ROAIMAApr 1, 2023

Conveying Autonomous Robot Capabilities through Contrasting Behaviour Summaries

arXiv:2304.00367v13 citationsh-index: 10
Originality Incremental advance
AI Analysis

This addresses the need for efficient human understanding of autonomous agent capabilities in deployment, though it is incremental as it builds on prior multi-step summary methods.

The paper tackles the problem of generating human-interpretable contrasting behavior summaries for autonomous agents with continuous state and action spaces, using an adaptive search method, and finds that it enables humans to accurately select the better-performing agent with limited observation time.

As advances in artificial intelligence enable increasingly capable learning-based autonomous agents, it becomes more challenging for human observers to efficiently construct a mental model of the agent's behaviour. In order to successfully deploy autonomous agents, humans should not only be able to understand the individual limitations of the agents but also have insight on how they compare against one another. To do so, we need effective methods for generating human interpretable agent behaviour summaries. Single agent behaviour summarization has been tackled in the past through methods that generate explanations for why an agent chose to pick a particular action at a single timestep. However, for complex tasks, a per-action explanation may not be able to convey an agents global strategy. As a result, researchers have looked towards multi-timestep summaries which can better help humans assess an agents overall capability. More recently, multi-step summaries have also been used for generating contrasting examples to evaluate multiple agents. However, past approaches have largely relied on unstructured search methods to generate summaries and require agents to have a discrete action space. In this paper we present an adaptive search method for efficiently generating contrasting behaviour summaries with support for continuous state and action spaces. We perform a user study to evaluate the effectiveness of the summaries for helping humans discern the superior autonomous agent for a given task. Our results indicate that adaptive search can efficiently identify informative contrasting scenarios that enable humans to accurately select the better performing agent with a limited observation time budget.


» DIRECTIONS FOR THIS TASK
Every line containing the word "swatch" must be pulled from the records.

(Figure record extracts)
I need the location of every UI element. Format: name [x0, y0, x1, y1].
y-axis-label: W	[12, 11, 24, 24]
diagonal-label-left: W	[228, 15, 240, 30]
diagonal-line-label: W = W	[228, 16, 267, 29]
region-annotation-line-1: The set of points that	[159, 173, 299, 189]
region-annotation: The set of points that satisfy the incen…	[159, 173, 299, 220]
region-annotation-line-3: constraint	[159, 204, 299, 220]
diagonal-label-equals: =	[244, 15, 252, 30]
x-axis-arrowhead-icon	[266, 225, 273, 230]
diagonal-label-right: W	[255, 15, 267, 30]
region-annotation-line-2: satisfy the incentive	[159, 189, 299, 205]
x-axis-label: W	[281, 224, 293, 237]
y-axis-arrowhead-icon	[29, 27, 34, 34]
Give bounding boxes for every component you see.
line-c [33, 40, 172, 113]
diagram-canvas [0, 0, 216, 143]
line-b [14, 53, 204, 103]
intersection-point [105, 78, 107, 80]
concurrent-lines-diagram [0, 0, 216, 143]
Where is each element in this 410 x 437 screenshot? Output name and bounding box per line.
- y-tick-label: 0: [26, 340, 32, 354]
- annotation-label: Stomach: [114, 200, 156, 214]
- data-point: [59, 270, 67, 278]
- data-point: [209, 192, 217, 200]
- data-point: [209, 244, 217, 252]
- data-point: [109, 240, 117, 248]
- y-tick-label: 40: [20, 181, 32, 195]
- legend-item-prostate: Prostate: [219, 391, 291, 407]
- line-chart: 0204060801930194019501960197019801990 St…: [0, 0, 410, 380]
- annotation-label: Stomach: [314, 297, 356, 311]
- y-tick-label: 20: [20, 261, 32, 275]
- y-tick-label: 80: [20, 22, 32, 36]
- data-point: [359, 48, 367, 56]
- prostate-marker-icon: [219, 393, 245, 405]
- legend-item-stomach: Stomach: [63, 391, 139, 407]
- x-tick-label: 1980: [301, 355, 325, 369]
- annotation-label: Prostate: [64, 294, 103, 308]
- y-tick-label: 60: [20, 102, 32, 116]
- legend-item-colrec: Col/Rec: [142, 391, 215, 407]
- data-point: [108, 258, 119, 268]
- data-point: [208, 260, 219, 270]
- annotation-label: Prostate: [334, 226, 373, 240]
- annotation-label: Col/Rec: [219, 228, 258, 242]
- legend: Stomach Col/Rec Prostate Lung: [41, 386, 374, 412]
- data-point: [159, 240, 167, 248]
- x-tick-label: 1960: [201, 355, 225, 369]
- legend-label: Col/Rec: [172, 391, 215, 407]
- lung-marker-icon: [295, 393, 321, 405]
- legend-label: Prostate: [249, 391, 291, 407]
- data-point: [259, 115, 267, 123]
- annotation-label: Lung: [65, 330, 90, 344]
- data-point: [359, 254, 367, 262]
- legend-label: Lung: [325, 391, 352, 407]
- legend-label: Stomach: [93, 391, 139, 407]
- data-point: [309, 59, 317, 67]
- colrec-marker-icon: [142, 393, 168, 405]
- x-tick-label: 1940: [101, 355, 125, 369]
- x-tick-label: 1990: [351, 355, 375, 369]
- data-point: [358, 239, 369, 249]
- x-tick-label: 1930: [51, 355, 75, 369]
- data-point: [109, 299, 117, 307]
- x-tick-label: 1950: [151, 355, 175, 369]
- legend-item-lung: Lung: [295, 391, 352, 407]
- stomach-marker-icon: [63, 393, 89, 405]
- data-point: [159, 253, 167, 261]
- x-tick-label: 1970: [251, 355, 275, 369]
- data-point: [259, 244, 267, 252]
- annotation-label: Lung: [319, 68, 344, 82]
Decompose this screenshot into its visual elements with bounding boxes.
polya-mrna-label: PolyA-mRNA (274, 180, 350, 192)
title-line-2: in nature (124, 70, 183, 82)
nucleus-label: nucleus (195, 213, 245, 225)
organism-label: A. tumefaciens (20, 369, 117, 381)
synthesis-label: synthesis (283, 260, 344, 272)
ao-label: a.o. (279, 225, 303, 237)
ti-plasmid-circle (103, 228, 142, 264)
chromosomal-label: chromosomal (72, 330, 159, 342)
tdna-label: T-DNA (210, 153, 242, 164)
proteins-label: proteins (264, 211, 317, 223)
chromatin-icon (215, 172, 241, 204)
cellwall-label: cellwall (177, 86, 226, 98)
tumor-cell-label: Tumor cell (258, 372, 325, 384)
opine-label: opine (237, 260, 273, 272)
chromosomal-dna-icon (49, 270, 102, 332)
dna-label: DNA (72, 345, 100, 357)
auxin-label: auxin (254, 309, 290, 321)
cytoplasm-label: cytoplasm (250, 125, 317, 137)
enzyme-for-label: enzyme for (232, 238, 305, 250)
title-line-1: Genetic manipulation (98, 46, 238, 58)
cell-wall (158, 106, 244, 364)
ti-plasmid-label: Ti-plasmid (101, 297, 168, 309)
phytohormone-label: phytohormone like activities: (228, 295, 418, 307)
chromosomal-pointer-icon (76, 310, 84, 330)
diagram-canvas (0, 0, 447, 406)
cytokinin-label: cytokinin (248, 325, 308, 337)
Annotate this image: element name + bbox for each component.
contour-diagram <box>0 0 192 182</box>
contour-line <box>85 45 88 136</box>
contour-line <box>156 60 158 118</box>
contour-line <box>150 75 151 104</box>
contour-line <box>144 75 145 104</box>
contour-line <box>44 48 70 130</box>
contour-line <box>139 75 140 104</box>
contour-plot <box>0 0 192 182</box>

* * *

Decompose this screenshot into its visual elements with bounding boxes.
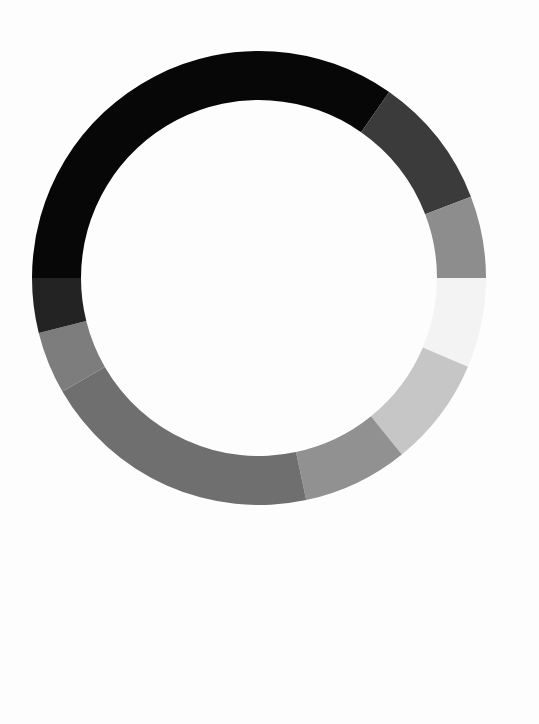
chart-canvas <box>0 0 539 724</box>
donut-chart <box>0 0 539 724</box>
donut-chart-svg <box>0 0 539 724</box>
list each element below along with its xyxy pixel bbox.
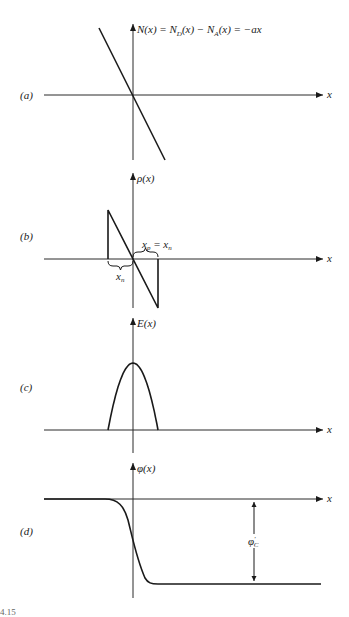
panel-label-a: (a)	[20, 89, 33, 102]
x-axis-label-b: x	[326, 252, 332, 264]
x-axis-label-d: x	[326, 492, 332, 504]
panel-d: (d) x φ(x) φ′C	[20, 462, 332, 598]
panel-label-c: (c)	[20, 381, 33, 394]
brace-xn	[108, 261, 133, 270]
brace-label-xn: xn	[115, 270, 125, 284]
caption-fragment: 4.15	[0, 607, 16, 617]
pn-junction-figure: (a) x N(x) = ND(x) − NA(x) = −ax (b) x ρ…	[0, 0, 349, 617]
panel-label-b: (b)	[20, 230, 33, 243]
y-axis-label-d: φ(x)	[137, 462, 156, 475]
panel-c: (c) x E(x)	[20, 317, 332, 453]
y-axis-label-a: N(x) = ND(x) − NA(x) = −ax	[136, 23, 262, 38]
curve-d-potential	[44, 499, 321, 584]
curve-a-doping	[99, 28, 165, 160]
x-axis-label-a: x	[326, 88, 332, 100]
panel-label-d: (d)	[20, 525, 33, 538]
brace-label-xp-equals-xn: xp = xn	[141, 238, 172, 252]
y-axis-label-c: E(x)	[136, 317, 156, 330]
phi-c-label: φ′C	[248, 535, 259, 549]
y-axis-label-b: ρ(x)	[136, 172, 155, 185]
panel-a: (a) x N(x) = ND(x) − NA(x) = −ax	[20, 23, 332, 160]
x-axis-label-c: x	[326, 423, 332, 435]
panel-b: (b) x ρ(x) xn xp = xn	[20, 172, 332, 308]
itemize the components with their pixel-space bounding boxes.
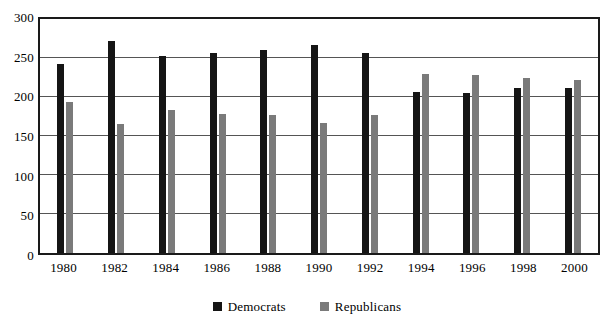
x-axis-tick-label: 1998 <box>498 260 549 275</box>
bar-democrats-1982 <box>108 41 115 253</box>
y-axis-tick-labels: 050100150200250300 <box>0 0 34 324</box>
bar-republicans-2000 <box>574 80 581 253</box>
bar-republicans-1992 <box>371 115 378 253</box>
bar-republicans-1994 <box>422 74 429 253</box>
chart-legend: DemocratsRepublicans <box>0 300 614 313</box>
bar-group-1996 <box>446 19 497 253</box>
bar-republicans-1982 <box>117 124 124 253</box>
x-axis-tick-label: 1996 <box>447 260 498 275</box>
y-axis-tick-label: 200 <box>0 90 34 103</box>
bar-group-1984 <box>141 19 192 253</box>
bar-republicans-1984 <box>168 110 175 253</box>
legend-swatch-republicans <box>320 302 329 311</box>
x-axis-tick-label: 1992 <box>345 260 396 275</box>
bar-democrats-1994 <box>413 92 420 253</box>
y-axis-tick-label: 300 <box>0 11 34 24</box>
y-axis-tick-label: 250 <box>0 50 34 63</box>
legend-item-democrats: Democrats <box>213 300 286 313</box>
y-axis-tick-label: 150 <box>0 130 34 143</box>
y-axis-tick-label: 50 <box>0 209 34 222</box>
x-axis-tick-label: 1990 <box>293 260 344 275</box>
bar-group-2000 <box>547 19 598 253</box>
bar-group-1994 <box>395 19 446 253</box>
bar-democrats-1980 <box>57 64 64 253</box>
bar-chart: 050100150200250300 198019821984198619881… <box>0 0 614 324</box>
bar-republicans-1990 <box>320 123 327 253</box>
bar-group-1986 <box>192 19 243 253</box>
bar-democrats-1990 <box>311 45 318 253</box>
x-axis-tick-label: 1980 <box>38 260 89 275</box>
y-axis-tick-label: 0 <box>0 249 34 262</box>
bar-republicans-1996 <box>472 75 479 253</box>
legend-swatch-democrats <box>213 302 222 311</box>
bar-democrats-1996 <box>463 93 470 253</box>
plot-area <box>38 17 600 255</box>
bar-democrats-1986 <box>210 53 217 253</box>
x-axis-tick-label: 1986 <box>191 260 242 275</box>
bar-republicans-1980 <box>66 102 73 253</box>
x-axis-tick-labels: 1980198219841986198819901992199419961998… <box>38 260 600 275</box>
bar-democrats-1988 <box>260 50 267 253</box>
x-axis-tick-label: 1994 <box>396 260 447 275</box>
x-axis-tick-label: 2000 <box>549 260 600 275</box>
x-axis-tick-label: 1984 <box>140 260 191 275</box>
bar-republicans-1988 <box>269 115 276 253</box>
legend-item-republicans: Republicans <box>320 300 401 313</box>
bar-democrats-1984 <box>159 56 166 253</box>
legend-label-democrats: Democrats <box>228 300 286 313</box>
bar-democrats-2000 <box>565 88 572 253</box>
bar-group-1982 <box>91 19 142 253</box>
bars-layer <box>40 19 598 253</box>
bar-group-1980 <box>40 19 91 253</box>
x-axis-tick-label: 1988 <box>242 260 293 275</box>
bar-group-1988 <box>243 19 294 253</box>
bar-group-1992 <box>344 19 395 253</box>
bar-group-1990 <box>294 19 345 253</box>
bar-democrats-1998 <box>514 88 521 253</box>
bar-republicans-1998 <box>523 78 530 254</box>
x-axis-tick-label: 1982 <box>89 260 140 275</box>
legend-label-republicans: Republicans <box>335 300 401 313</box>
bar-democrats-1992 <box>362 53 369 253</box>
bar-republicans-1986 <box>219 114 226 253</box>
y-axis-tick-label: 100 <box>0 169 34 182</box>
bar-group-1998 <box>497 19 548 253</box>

» COMPLETED TASK
legend-swatch-republicans <box>320 302 329 311</box>
legend-swatch-democrats <box>213 302 222 311</box>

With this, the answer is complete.